See doc/reference.md for implementation examples:

  • Welcome trial flow (TrialHistory + grant).
  • Referral bonus flow (signal handler + metadata contract).

Design Principles

  1. No Hardlinks: No ForeignKey relationships to external application models. All links are logical (stored in metadata).
  2. Settings Based: Configuration (API tokens, User model) is injected via Django settings.py.
  3. Event Driven: Generates Django Signals (order_confirmed, transaction_created, quota_consumed) for decoupled integration with other local modules.
  4. Idempotency: Built-in protection against double-spending and duplicate processing at both the Order and Transaction levels (specifically in aconsume_quota).
  5. Separation of Concerns: The billing engine handles accounting, not marketing. Promotion logic belongs in your application layer.

TransactionService API Reference

TransactionService is the heart of the engine. Here is a summary of its core methods.

Sync Method Async Method Idempotency Description
check_quota acheck_quota No Quick check if balance > 0.
get_balance aget_balance No Returns total integer balance.
grant_offer agrant_offer No* Credits products from an Offer.
consume_quota aconsume_quota Yes FIFO debit with idempotency key.
exchange aexchange No* Internal currency swap for Offer.

* While grants don't have a direct idempotency_key argument, they are usually wrapped in Orders which DO support idempotency via payment_id.


Rich Transaction History (Metadata)

All balance-changing methods (aconsume_quota, agrant_offer, aexchange) accept an optional metadata dictionary.

Recommended Usage:

  • Store business object IDs (e.g., vacancy_id, order_id).
  • Store human-readable context (e.g., item_name).
  • This allows the UI to show: "Debit: 1 credit for 'Vacancy Response: Senior Python Dev'" instead of just "Debit: 1 credit".

For a complete set of sync/async examples and recommended metadata keys, see doc/reference.md ("Rich Transaction History (Metadata)").

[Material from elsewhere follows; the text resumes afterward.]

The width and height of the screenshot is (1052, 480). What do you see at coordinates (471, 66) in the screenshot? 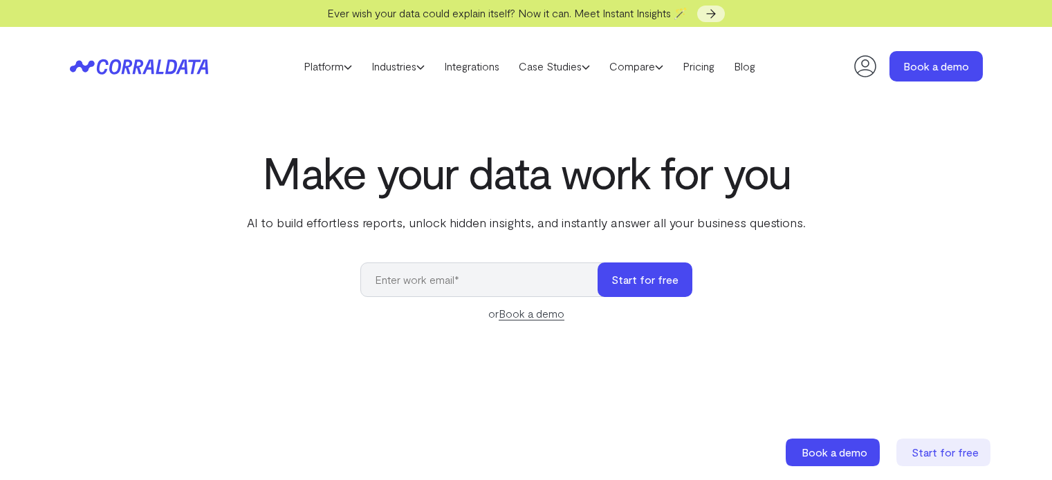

Trial Abuse Protection (TrialHistory)

TrialHistory uses a universal identity hashing model. To avoid collisions between different identity providers (e.g., Telegram ID 123 and a legacy User ID 123), use the provider:external_id pattern.

Hashing Best Practices:

  1. Normalize: Strip whitespace and lowercase the string.
  2. Keying: Use provider:id format (e.g., tg:123456789).
  3. Storage: Call TrialHistory.generate_identity_hash(string) for the identity_hash field.

This pattern prevents collisions between identical numeric IDs from different providers (for example: linkedin:12345 and telegram:12345).